The artificial sun
Aug. 21st, 2005 11:32 pmYears ago, when life was brown and the television flared, small brother and I used to be regularly dragged away from our playthings of wavy asbestos, calcium carbide and the creosote pit, and taken away to visit our grandmother. She lived next to a timber mill in the odd landscape near Upton-on-Severn, in a house that offered commanding views of the RSRE Malvern.
However, this entry is not about that.
On the way was a place called Teddington Hands. I've been trying to recall the nature of the road layout before they stuffed in a lumping great roundabout. There was probably an AA box. I'll probably go dig out the relevant OS map in due course, but the important thing is that there used to be a building there named 'Arlingham garden machinery'.
This entry is not about garden machinery either.
Since then, though, the name 'Arlingham' has stuck with me. As has 'Moreton Valence', although for different reasons. If you look at a map of that end of the country, you'll see a huge kink in the river Severn. At the right level of detail, it looks like the roads just give up and melt into the river edges and with the right sort of mind it's easy to imagine a kind of mist-shrouded Avengers netherworld of taciturn farmers driving Series I Land-Rovers between remote sheds held up by little more than bloody mindedness.
Today though it was sunny, and we found this by accident. Very likely the sort of place where John Steed would be found.
The other reason I'd wanted to potter around there was to go view the abandoned chocolate factory on the Gloucester & Sharpness canal at Fretherne Bridge. Imagine, if you'd be so kind, the sort of art-deco white concrete frontage usually to be found adorning a Gaumont, Regal or Ritzy cinema in your local high-street (though the ones that are left now bear the unfortunate sigil of the evil Watherspoons organisation). The sort of buildings that look like temples to Ming the Merciless. At Frampton Wharf, we find Ming the Merciless' ceremonial chocolate store.
One bridge further up the canal, there stands another temple. This one clearly made by some chocoholic cargo-cult. They'd obviously seen the Cadbury barges loading and offloading tons of chocolate in the dead of night and decided to erect a similar building, so that they also might partake of the bounty (and presumably Jamaica rum & raisin).
It's probably not made from wavy asbestos, but it looks as if it should have been. Which is pretty much where I came in.
Pictures are still in the Lomo, and the phone, come to that.
However, this entry is not about that.
On the way was a place called Teddington Hands. I've been trying to recall the nature of the road layout before they stuffed in a lumping great roundabout. There was probably an AA box. I'll probably go dig out the relevant OS map in due course, but the important thing is that there used to be a building there named 'Arlingham garden machinery'.
This entry is not about garden machinery either.
Since then, though, the name 'Arlingham' has stuck with me. As has 'Moreton Valence', although for different reasons. If you look at a map of that end of the country, you'll see a huge kink in the river Severn. At the right level of detail, it looks like the roads just give up and melt into the river edges and with the right sort of mind it's easy to imagine a kind of mist-shrouded Avengers netherworld of taciturn farmers driving Series I Land-Rovers between remote sheds held up by little more than bloody mindedness.
Today though it was sunny, and we found this by accident. Very likely the sort of place where John Steed would be found.
The other reason I'd wanted to potter around there was to go view the abandoned chocolate factory on the Gloucester & Sharpness canal at Fretherne Bridge. Imagine, if you'd be so kind, the sort of art-deco white concrete frontage usually to be found adorning a Gaumont, Regal or Ritzy cinema in your local high-street (though the ones that are left now bear the unfortunate sigil of the evil Watherspoons organisation). The sort of buildings that look like temples to Ming the Merciless. At Frampton Wharf, we find Ming the Merciless' ceremonial chocolate store.
One bridge further up the canal, there stands another temple. This one clearly made by some chocoholic cargo-cult. They'd obviously seen the Cadbury barges loading and offloading tons of chocolate in the dead of night and decided to erect a similar building, so that they also might partake of the bounty (and presumably Jamaica rum & raisin).
It's probably not made from wavy asbestos, but it looks as if it should have been. Which is pretty much where I came in.
Pictures are still in the Lomo, and the phone, come to that.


-- Directions --
Within the listing below, locate all lines containing the word "contents". Copy each one.

-------- Records for the task --------

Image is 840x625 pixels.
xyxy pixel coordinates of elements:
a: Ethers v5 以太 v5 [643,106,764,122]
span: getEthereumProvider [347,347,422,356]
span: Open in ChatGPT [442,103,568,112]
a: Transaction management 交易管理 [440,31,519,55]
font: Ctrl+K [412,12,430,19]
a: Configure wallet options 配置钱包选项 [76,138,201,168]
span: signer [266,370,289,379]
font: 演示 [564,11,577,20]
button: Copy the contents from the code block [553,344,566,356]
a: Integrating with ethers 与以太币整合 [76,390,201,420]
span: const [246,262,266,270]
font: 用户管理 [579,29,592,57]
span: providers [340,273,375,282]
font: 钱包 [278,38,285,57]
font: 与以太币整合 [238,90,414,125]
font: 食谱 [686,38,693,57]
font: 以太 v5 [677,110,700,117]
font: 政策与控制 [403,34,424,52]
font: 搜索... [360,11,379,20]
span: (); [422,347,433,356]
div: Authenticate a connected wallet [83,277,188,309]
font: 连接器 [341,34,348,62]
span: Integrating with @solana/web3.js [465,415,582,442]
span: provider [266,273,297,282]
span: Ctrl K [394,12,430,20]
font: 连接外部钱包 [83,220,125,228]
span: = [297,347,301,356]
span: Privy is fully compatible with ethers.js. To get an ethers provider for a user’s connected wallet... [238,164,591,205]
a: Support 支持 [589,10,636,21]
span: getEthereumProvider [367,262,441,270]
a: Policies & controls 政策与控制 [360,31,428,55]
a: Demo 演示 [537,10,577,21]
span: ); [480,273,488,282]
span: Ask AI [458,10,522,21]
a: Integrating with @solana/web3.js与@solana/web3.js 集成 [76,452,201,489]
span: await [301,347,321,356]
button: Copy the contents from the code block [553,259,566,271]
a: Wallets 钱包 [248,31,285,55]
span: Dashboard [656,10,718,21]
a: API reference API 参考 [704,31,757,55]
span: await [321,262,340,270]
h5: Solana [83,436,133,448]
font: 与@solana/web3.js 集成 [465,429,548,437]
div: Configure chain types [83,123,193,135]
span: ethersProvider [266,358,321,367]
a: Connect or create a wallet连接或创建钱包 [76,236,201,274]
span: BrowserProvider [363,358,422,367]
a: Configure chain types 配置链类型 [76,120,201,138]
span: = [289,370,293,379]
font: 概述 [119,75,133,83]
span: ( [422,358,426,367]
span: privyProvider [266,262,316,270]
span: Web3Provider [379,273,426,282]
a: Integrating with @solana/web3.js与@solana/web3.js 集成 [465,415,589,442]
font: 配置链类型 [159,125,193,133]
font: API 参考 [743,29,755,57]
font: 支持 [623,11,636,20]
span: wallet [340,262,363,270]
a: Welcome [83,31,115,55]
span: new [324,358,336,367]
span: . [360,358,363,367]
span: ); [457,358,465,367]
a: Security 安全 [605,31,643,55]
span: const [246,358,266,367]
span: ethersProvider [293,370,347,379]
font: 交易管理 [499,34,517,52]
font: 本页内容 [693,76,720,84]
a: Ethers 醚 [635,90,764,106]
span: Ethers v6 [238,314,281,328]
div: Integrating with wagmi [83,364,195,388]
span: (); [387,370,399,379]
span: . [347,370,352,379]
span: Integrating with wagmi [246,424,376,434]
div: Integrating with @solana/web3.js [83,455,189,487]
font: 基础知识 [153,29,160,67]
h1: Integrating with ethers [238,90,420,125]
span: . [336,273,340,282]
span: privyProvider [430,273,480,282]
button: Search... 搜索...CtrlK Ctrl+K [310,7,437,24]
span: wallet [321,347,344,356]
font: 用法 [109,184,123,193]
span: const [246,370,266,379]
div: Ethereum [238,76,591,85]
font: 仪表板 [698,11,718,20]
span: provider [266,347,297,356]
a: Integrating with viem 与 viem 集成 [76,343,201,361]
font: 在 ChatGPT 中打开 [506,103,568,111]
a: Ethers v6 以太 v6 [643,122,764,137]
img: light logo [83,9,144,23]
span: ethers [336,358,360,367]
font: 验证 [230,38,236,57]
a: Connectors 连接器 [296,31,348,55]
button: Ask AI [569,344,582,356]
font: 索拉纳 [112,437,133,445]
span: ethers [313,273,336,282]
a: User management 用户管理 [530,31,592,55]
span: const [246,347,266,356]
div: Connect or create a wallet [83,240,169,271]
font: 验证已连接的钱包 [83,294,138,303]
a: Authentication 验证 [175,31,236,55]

--------

-- Reply to the exercise --
button: Copy the contents from the code block [553,344,566,356]
button: Copy the contents from the code block [553,259,566,271]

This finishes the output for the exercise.